The wording "obligation to detect" means that an encrypted binary blob stored at rest at a hosting provider or transferring over optic fiber is a violation of this law, since the "information society service" can't meet its "obligation to detect" on those. In simpler words, this law does not outlaws cryptography-per-se, but makes it so that "information service providers" are strongly discouraged from letting people have any.

Article I point 5 says that "end-to-end" encryption should be preserved, but note that I.5 and I.1 are compatible if the "information society service" implements client-side scanning. Point 4a was suppressed, which means "information society services" and hosting providers must scan customer data in search for illegal activity, in order to comply with I.1.
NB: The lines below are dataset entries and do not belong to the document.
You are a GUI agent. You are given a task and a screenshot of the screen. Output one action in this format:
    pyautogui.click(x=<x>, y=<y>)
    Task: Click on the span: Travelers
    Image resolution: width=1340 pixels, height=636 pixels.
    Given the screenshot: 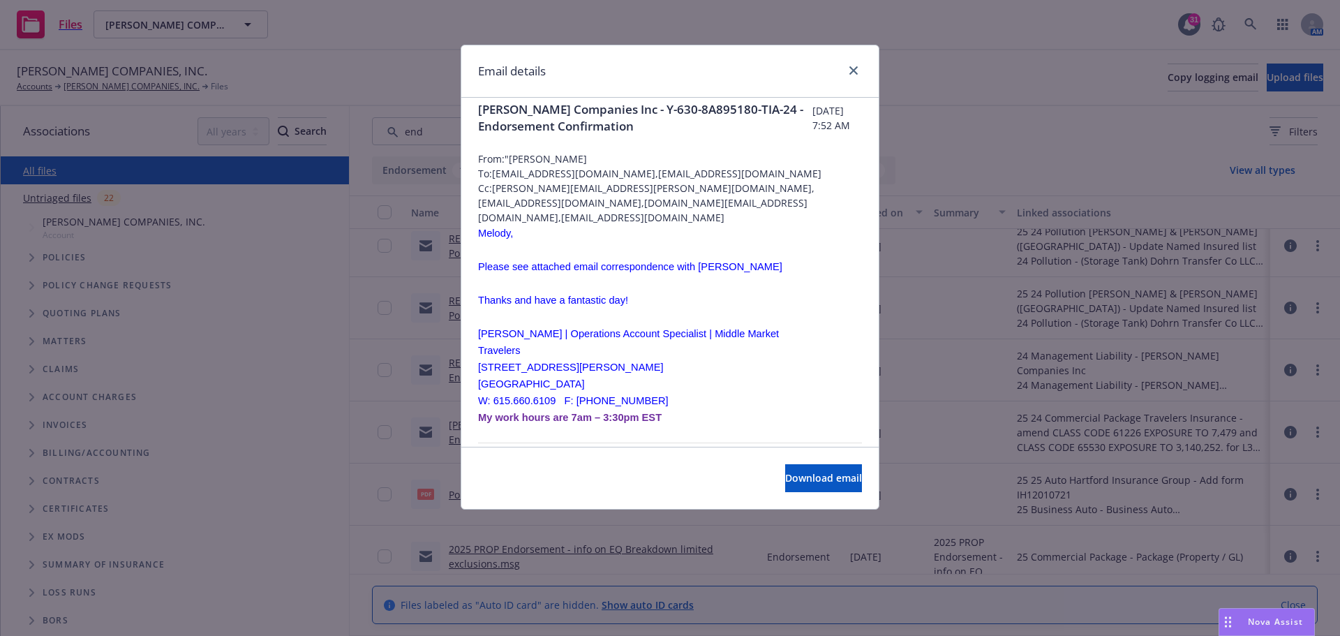 What is the action you would take?
    pyautogui.click(x=499, y=350)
I.1 is compatible with I.3 to the extent a private person is not an "information society service". That is to say, EU citizens have a right to a private life and family life and to freedom of expression and information in the web-server they run in their living room, running their own operating system, and connecting to the Internet through an illegal juncture on a copper cable.
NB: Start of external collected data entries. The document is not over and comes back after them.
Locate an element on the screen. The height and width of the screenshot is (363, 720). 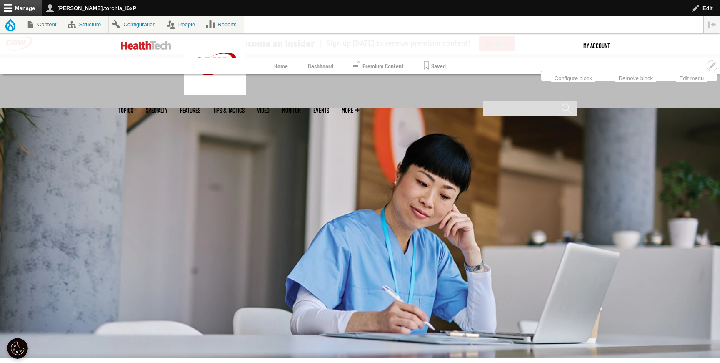
a: Tips & Tactics is located at coordinates (229, 110).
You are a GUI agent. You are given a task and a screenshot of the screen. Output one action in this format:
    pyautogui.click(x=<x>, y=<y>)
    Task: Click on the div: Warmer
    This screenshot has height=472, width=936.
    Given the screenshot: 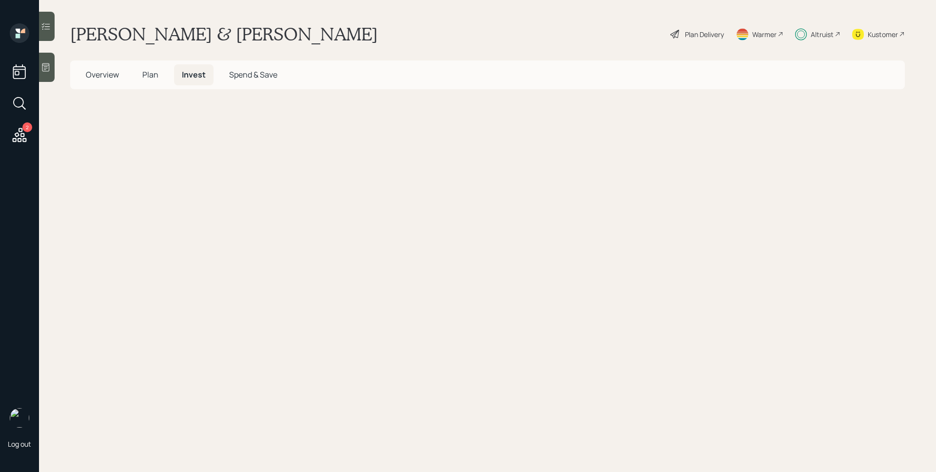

Good to see eurocrats focusing on the important issues.
I get so confused - does the state want us to think there are webs of nefarious pedophiles that must be rooted out at any cost or is that a conspiracy theory?

A free society cannot exist if people are not free to communicate privately.
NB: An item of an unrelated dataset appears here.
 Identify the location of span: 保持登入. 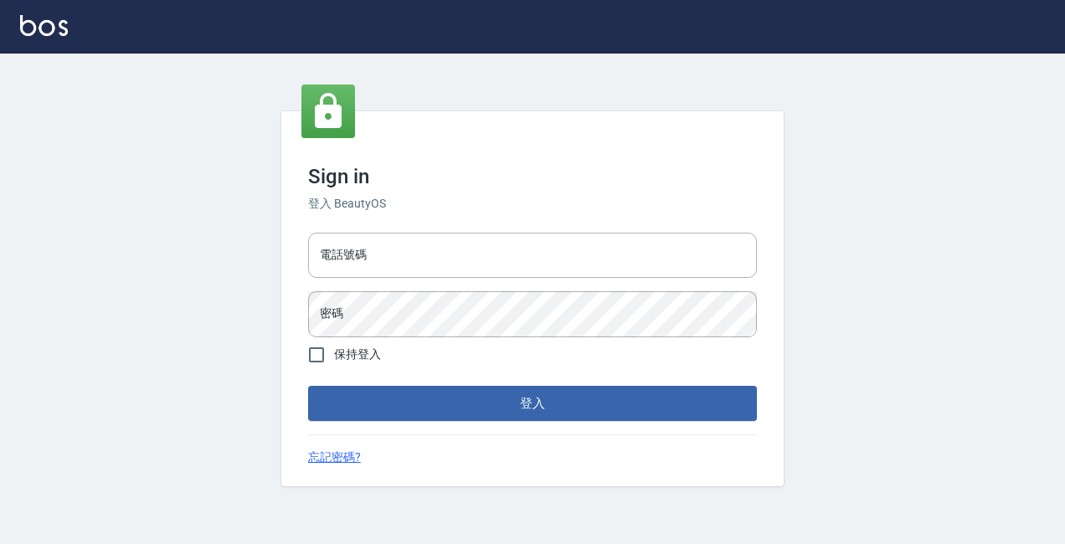
(357, 354).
If they use private communication to break laws and harm society then that is a cost that society needs to bear.

> I get so confused - does the state want us to think there are webs of nefarious pedophiles that must be rooted out at any cost or is that a conspiracy theory?

It's a sort of Trojan horse, under the "Think of the children!" appeal to emotion; so, yes, that's what they want you to believe: That Justice is more paramount than privacy and/or security.

Don't forget that the election of new Members of the European parlement is coming soon.

I would suggest to vote wisely to prevent this madness.

It might also be good to spread the word for support to the Pirate Party if you have one in your country!

Ahah yes the good old "guys we just gotta vote the fascists out!"
It's not a perfect solution but not voting them in does help a lot.

Saying this from a country where 25% already voted for fascists in the last election :(

I wish it were that "simple", but I'm afraid fascism is the next logical step from a system that is terribly sick. As long as people do not understand it's a rational developpement from our current stage of capitalism, and as long as people who do realise this do not organize themselves outside of the electoral system, the western world is doomed.

Sometimes I wish I could pray to Him and ask Him to give the whole world class consciousness already lol.

I found the Marxist! Given that this thread is about government overreach, I’m somewhat confused what your end game is here. Revolution and then what?
> I found the Marxist!

Ahah, Marxist I am for sure :)

> Revolution and then what?

The end of the totalitarian bourgeois dictatorship, and the birth of a workers democracy. Considering most of the western world is industrialised already, we wouldn't have to tolerate first a "managed" capitalistic economic mode of production (like china has to), but directly switch to the socialist mode of production, so, for laymen, workplace democracy.

Or if you will, a path to real freedom, at last.

You're funny, thinking it makes a difference in the long run.
When the last proposal failed I already said this wouldn't be the end of it. They will keep trying until they succeed.
I'm surprised they haven't raised the spectre of war in ukraine and the israelo-palestinian conflict to push for it already.